Even in his own time, Nolan Ryan felt like a throwback to some Rockwellian era of American life. Ryan pitched game after game, week after week, year after year, until his longevity became both a medical mystery and the central part of his folklore. When Sports Illustrated’s Leigh Montville went to watch Ryan hurl fastballs on a Texas farm in 1992, he painted a portrait of a man who seemingly existed outside of time itself, a throwback to the Gary Cooper cowboy archetype. This was a man who would, the next year, at age 46, lasso Robin Ventura around the neck like a baby calf and throw a few haymakers straight into his gullet.

“The fact that he can still compete with the young and wild-eyed millionaires of his game and still make them look silly is only the beginning,” Montville wrote. “Here is Nolan Ryan, cut from a good bolt of denim cloth and served with a glass of milk and no apologies.”

By the time his career ended—by the time he finally, actually did throw out his arm— Nolan Ryan had transformed into a living, breathing American myth. How much was that myth grounded in reality? It’s hard to say, though in Brown’s book, the legendary Dallas broadcaster Dale Hansen calls Ryan one of the last bastions of the classic Texas archetype. “Strong, but quiet,” he says. “At least that’s the way we used to be until the Ted Cruzes of the world came along.”

What was most interesting about Ryan, in retrospect, had nothing to do with the cowboy imagery and everything to do with the fact that he always seemed to be laboring so hard to keep it going. Every pitch Ryan threw felt like it threatened to take years off his life, let alone his career. He worked out before games and after games, riding stationary bikes and reportedly dunking his arm in a bucket of uncooked rice to strengthen it. He wound up tightly, almost as if curling himself into a ball, and then he let loose, and the radar gun, once it became a regular fixture, routinely popped a hundred. And then he reared back and did it again.

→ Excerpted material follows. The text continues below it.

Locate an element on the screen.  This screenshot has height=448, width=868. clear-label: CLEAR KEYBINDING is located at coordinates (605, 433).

Everything that happened along the way was kind of an epic western adventure all its own. In addition to setting the all-time career record for strikeouts, Ryan also set the all-time career record for walks. One year when he was pitching in Houston, he won eight games and lost 16, despite an ERA of 2.76. He was so underappreciated in his prime, so regarded as a kind of primal pitching machine, that he never won a Cy Young award. Writes Brown:

His imperfections were legendary…He walked too many batters, booted too many comebackers, ignored too many base runners, lost too many games, and heaved too many wild pitches, any one of which might have muddled a typical career before it got started.

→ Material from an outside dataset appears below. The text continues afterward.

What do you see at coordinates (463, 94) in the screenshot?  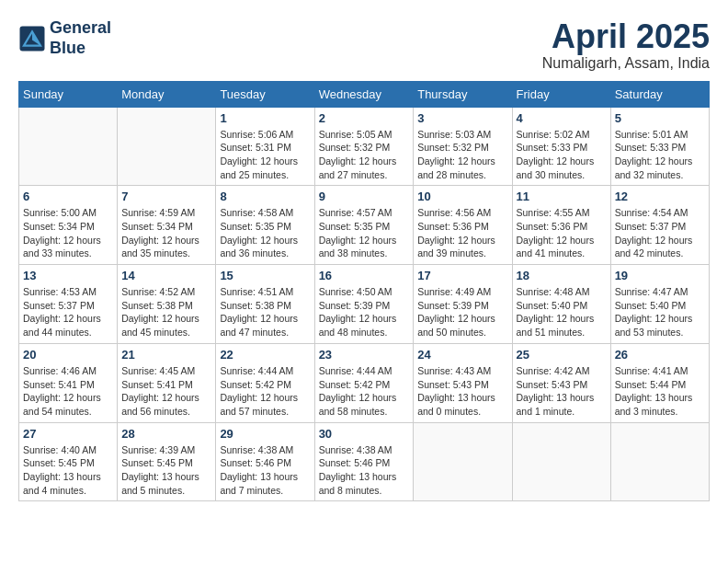 I see `weekday-header-thursday: Thursday` at bounding box center [463, 94].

In a way, Nolan Ryan succeeded because baseball allowed him the room to succeed. He was, it turned out, a freak of nature, in that his arm held up for 25 years. But even so, he was allowed to labor through his imperfections until he crafted something entirely unique. And less so than the gauzy Texas mythology which never really existed in the first place, I think this is the thing we’ve lost.


III.

“In 2008, there were just two hundred and fourteen pitches thrown at a hundred miles per hour or more,” writes the New Yorker’s Louisa Thomas. “In 2025, there were 3,701 of them.”